Subduction-related deformation and the Narooma anticlinorium, Eastern Lachlan Fold Belt, Southeastern New South Wales
Titel:
Subduction-related deformation and the Narooma anticlinorium, Eastern Lachlan Fold Belt, Southeastern New South Wales
Auteur:
Miller, J. McL. Gray, D. R.
Verschenen in:
Australian journal of earth sciences
Paginering:
Jaargang 44 (1997) nr. 2 pagina's 237-251
Jaar:
1997-04
Inhoud:
The Narooma anticlinorium is a north-plunging, apparent antiformal structure within imbricated turbidite, chert, basalt and melange of mid-Cambrian to Late Ordovician age. Younging in the turbidites and fold vergence in both chert and turbidite indicate that the anticlinorium is not a simple antiformal fold. Complexity relates to superposition of early structures (subduction underplating) by late structures (wedge shortening). Early Silurian? subduction was responsible for a bedding-parallel fabric (S*), isoclinal recumbent folding, imbrication and broken formation. Superimposed crenulation cleavages, refolding of early folds, late-stage high-strain zones and brittle faults are part of mid-Silurian to Middle Devonian subduction-related, progressive deformation responsible for shortening in the accretionary 'wedge'. At this time the Narooma anticlinorium developed progressively above a gently west-dipping, subduction-related detachment fault by a combination of fold-amplification above a splay fault, localised wrenching and backthrusting. The eastern Lachlan Fold Belt records structural evidence for subduction at the macro- and mesoscopic scales from at least the Early Silurian to possibly the Middle Devonian.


_WHAT IS NEEDED_
Among the entries below, find the lines holding "chart" and copy them.

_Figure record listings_
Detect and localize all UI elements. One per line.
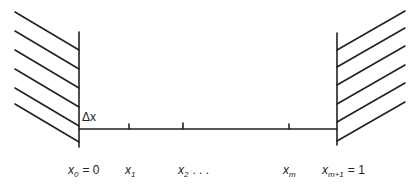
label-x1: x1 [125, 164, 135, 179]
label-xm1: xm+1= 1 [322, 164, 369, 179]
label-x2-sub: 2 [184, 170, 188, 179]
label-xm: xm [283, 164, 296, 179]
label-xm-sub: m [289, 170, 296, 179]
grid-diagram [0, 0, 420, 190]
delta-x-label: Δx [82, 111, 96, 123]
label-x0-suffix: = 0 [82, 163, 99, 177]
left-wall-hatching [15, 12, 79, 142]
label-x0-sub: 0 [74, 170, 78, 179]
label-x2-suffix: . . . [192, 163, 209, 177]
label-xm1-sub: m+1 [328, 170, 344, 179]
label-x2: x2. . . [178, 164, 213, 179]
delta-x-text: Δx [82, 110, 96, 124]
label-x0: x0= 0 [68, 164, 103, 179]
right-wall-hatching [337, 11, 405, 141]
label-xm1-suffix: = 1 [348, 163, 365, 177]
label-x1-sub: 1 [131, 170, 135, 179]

--

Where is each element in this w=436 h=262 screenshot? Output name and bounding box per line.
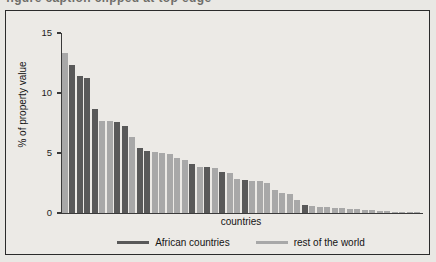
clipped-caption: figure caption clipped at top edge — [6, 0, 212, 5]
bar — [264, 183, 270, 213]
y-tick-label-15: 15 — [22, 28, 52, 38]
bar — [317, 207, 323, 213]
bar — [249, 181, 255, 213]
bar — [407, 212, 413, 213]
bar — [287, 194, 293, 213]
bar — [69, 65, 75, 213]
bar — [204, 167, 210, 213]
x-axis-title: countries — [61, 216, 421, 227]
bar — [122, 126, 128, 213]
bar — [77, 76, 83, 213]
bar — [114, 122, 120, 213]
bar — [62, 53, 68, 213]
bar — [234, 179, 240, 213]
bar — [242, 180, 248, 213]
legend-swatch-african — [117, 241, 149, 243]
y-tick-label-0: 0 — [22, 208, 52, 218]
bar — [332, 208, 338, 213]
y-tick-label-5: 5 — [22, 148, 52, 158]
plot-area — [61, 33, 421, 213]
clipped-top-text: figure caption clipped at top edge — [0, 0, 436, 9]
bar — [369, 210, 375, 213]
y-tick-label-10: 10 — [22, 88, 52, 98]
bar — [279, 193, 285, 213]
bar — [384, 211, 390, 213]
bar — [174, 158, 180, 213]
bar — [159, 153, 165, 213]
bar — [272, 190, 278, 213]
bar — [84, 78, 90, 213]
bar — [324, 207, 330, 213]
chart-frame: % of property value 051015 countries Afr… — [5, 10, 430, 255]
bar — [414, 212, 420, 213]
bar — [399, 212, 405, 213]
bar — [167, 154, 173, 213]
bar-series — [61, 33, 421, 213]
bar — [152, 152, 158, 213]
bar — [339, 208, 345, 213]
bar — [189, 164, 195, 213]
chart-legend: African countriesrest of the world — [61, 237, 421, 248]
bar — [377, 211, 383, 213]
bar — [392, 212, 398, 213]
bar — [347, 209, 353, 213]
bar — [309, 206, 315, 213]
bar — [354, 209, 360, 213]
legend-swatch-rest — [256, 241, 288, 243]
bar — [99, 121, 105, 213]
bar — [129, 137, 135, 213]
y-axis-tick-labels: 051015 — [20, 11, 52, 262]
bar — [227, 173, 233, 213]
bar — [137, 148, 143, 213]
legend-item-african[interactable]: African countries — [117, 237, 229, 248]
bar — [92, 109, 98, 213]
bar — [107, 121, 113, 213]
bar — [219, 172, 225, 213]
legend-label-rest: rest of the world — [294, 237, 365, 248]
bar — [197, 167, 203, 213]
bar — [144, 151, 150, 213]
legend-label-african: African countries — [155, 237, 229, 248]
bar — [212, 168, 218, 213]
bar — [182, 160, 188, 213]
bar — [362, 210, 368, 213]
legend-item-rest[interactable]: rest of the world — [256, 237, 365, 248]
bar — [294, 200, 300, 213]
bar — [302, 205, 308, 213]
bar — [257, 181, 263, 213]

...

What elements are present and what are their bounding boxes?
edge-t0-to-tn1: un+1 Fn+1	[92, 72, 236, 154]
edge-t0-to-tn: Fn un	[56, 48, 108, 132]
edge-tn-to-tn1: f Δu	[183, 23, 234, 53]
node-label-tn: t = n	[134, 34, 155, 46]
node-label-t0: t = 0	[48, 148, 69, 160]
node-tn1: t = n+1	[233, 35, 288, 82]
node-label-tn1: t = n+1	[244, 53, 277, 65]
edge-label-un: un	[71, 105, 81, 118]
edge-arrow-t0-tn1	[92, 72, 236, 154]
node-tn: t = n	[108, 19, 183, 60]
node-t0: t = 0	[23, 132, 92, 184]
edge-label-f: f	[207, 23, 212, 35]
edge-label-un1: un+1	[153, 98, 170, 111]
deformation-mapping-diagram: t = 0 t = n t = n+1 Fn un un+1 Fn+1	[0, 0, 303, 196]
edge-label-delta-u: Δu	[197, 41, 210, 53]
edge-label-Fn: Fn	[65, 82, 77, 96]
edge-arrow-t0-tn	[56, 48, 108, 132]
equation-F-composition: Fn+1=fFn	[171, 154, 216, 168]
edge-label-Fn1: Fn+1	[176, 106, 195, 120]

_RESULT_
chart-frame: % of property value 051015 countries Afr… — [5, 10, 430, 255]
chart-legend: African countriesrest of the world — [61, 237, 421, 248]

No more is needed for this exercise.